Sex & Relationships

Love really does stink, according to science

Just one whiff of another person’s body odor could be enough to fall in love, according to new research.

And it could also be key to the way humans bond and decide whether they like someone else, suggests the study.

Some animals use odor from a very early age to create attachments to family members – and humans could develop relationships in a similar way, according to the research.

Scientists say that means our response to other people’s odors could be a key mechanism in human bonding, falling in love and deciding whether we like someone.

Now researchers at the University of California San Diego have found out how our brains react to these odors shedding light on the root of attraction.

Co-author Dr. Davide Dulcis, said: “You can imagine how important this is for social preference and behavior.”

“We have innate responses in relationships, falling in love and deciding whether we like someone. We use a variety of cues and these odorants can be part of the social preference equation.”

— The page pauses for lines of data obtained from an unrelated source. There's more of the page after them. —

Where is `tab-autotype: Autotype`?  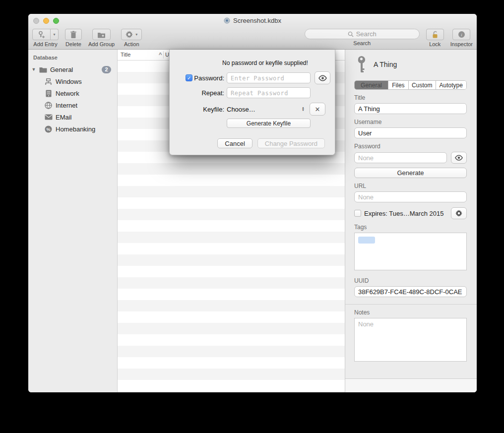 tab-autotype: Autotype is located at coordinates (451, 85).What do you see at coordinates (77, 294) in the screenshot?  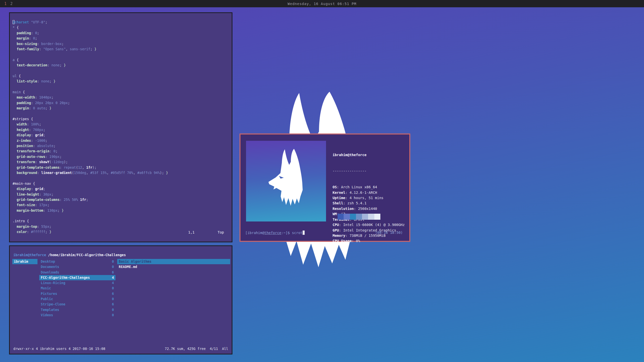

Scientists had long known about such animal kinship attachments, some known as “imprinting,” but the mechanisms underlying them have been hidden in a “black box” at the cellular and molecular levels.

Dulcis said the findings represented a “key” element of the kinship mysteries and can help with the understanding of social attraction and aversion in a range of animals and humans.

The study looked at how young tadpoles, which are known to swim with family members in clusters, swim with their kin.

They focused on familial olfactory cues, signals which allow animals including humans to “smell” chemical signals from others.

They found these were a mechanism which made two to four-day-old tadpoles swim with family members over non-family members.

The neurobiological studies carried out over eight years, also revealed tadpoles exposed to early formative odors from those outside their family were also inclined to swim with the group that generated the smell – widening their social preference beyond their own true kin.

The researchers discovered that this change is rooted in a process known as “neurotransmitter switching.”

The dopamine neurotransmitter was found in high levels during normal family kinship bonding but switched to the GABA neurotransmitter in the case of artificial odor kinship, or “non-kin” attraction.

A bright field image displays two-day old tadpoles.UC San Diego / SWNS.com

Dulcis said: “In the reversed conditions there is a clear sign of neurotransmitter switching, so now we can see that these neurotransmitters are really controlling a specific behavior.”

Dr. Nick Spitzer, who co-authored the study, added: “Social interaction, whether it’s with people in the workplace or with family and friends, has many determinants.”

“As human beings we are complicated and we have multiple mechanisms to achieve social bonding, but it seems likely that this mechanism for switching social preference in response to olfactory stimuli contributes to some extent.”

The research, published in the journal Neuron, has been given as an example of how a baby lamb separated from its family can locate its kin – despite members of a huge flock looking virtually identical.